Council gaffe leads to publicans losing out on extended hours

12 August 2005
Council gaffe leads to publicans losing out on extended hours

About 40 pubs in Norwich have had their requests to extend opening hours refused on a technicality following a council cock-up.

Despite applying well before the 6 August conversion deadline, the unlucky publicans

have fallen foul of a rule demanding objections and subsequent hearings are completed within two months.

Norwich's licensing team's gaffe was to count the start of this period from the point where the applications were read through, rather than when they arrived at the licensing office.

As a result, when the council's licensing sub-committee went to review the cases it said the time-limit had been breached and the applications had to be thrown out.

As a consequence publicans will keep their existing hours but won't benefit from longer opening hours, despite spending considerable time, effort and expense on their applications.

Norwich solicitor Alan Kefford of Howes Percival sympathised with the council and said the real fault lay with the Government's naivety on setting the limit at two months in the first place.

Kefford added: "I believe Norwich City Council received 150 applications in the final two days [until the conversion deadline]. They now have to process all these, plus those that they had already received within the two-month time frame, which is nigh on impossible."

The affected publicans can now take their rejected applications to an appeal at the local magistrate's court if they wish.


Task objective – Return all the lines below in which the string "image" appears.

»»

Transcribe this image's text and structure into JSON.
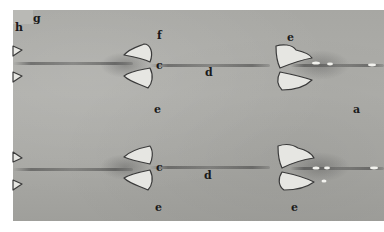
{
  "image": {
    "description": "Photograph of a gel / chromatography plate with two rows of sample wells and migration bands, annotated with letters",
    "background_color": "#a9a9a5",
    "well_color": "#e6e6e2",
    "band_color": "#3c3c3c"
  },
  "labels": {
    "h": "h",
    "g": "g",
    "f": "f",
    "c_top": "c",
    "d_top": "d",
    "e_top_right": "e",
    "e_mid_left": "e",
    "a": "a",
    "c_bottom": "c",
    "d_bottom": "d",
    "e_bottom_left": "e",
    "e_bottom_right": "e"
  }
}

««

Response to this exercise –
Transcribe this image's text and structure into JSON.
  "image": {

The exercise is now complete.